Jasper Schneider’s Personal Attack Dog
When it comes to the issues surrounding North Dakota’s worker’s compensation agency, Workforce Safety & Insurance, Fargo Attorney Mark Schneider gets a lot of press coverage. His is routinely the go-to guy for the state’s media when it comes to collecting negative soundbites about the agency. In a recent (and thoroughly one-sided) news report about WSI hosted by KVRR News Director Jim Shaw Schneider compared the agency’s treatment of injured workers to the way terrorists are treated. Last week when Republican state House Majority Leader Rick Berg called for a temporary outside director for WSI, Schneider was quoted in an article by the Fargo Forum’s Patrick Springer as saying:
“Rick Berg has the dubious distinction of being the person most responsible for the train wreck that has become WSI,” lawyer Mark Schneider wrote in a letter sent Wednesday to the North Dakota Legislative Council. Schneider said Berg had pushed many of the laws at WSI now under attack.
Schneider also got coverage on KXMB in Bismarck, not to mention the Bismarck Tribune, “blasting” Berg over WSI.
But you know one little tid-bit of information about Schneider that never gets reported in these articles? The fact that he’s Democrat insurance commissioner candidate Jasper Schneider’s uncle. Or the fact that he’s also Jasper Schneider’s law partner. Given that Jasper, and the Democrat party in general of which Mark Schneider is a prominent member, is making WSI their #1 issue this election season, aren’t those facts something that should be disclosed to the public?
You’d think, in the interest of transparency and full disclosure, they would be disclosed. You’d also think that the never ending parade of Mark Schneider’s worker’s compensation clients who appear on our television screens and in our newspapers complaining about WSI would have to disclose (and explain) the fact that they’ve never signed a release allowing WSI to explain why their claims were denied. But that never happens either.
You’re probably asking yourselves: Why not? And for that I simply don’t have a good answer. A certain amount of it is just plain old liberal media bias. Most reporters have an inherent sympathy for Democrat issues and causes, so these inconvenient details are simply left out of their stories. But I think a certain amount of it also has to do with just plain lazy reporting and/or incompetent reporting.
Regardless, if Mark Schneider is going to be a constant presence in the state media when it comes to workers compensation issues the public deserves to know a bit more about him and his political connections.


ASSIGNED TASK »
All of the records below must be output exactly, with no pictures carried over.

INFORMATION »
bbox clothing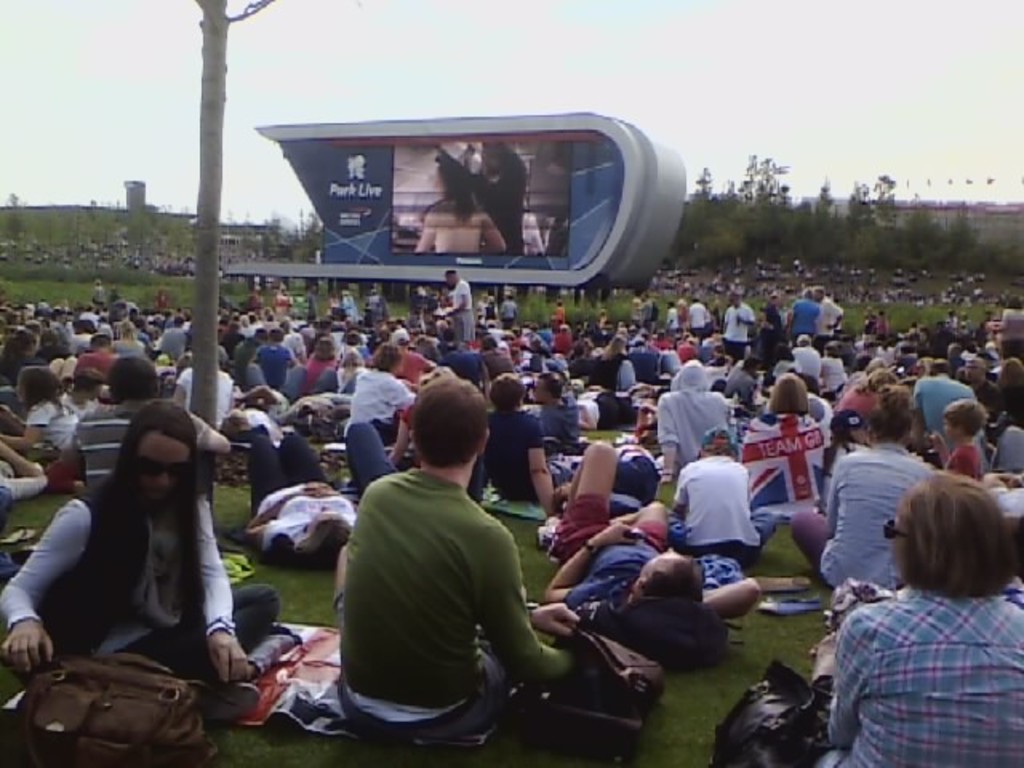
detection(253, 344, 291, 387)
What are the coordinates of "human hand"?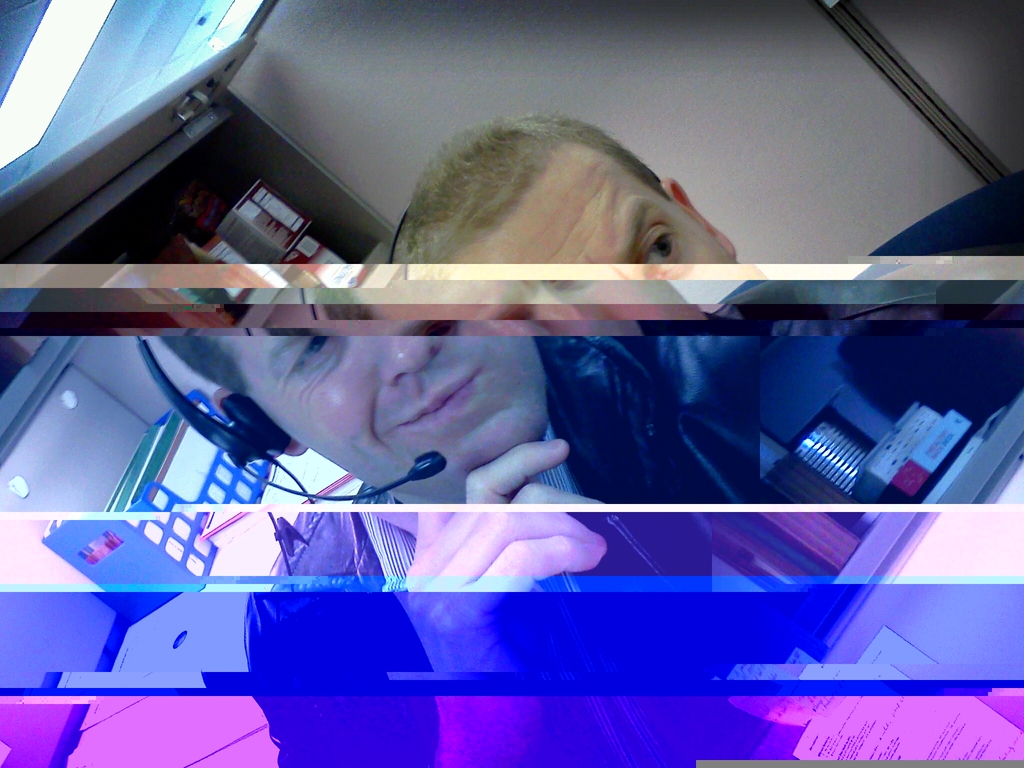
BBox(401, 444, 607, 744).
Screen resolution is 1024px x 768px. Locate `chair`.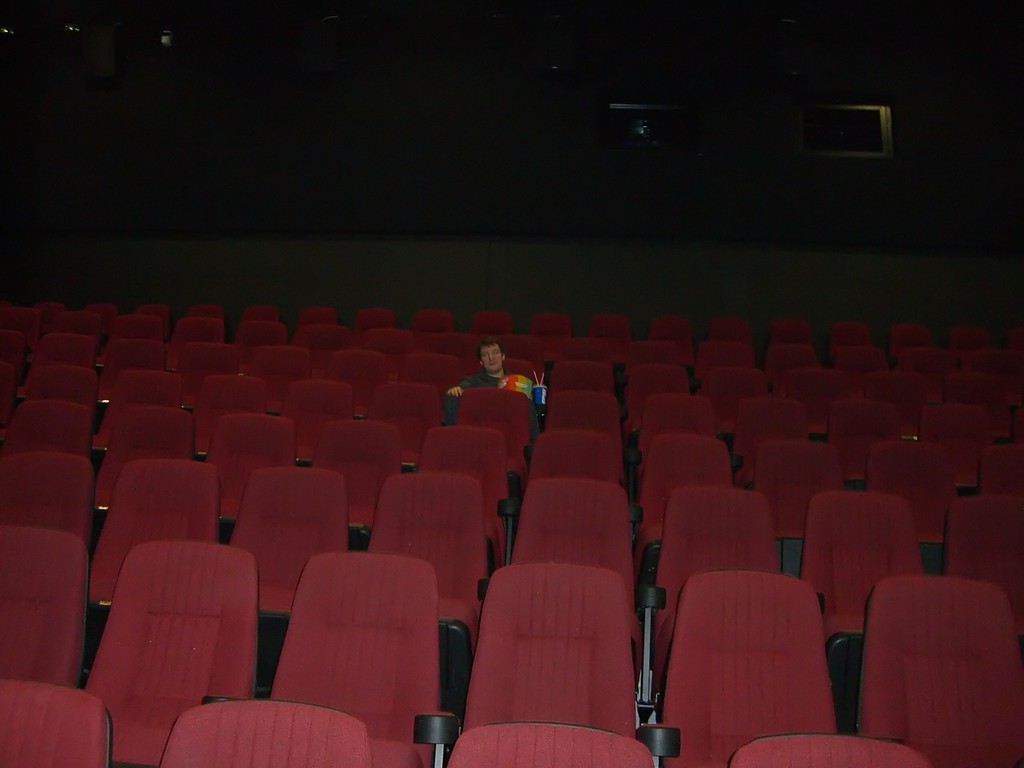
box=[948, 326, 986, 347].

TASK ANSWER »
bbox clothing
detection(253, 344, 291, 387)
What are the coordinates of "human hand"?
BBox(401, 444, 607, 744).
Screen resolution is 1024px x 768px. Locate `chair`.
box=[948, 326, 986, 347].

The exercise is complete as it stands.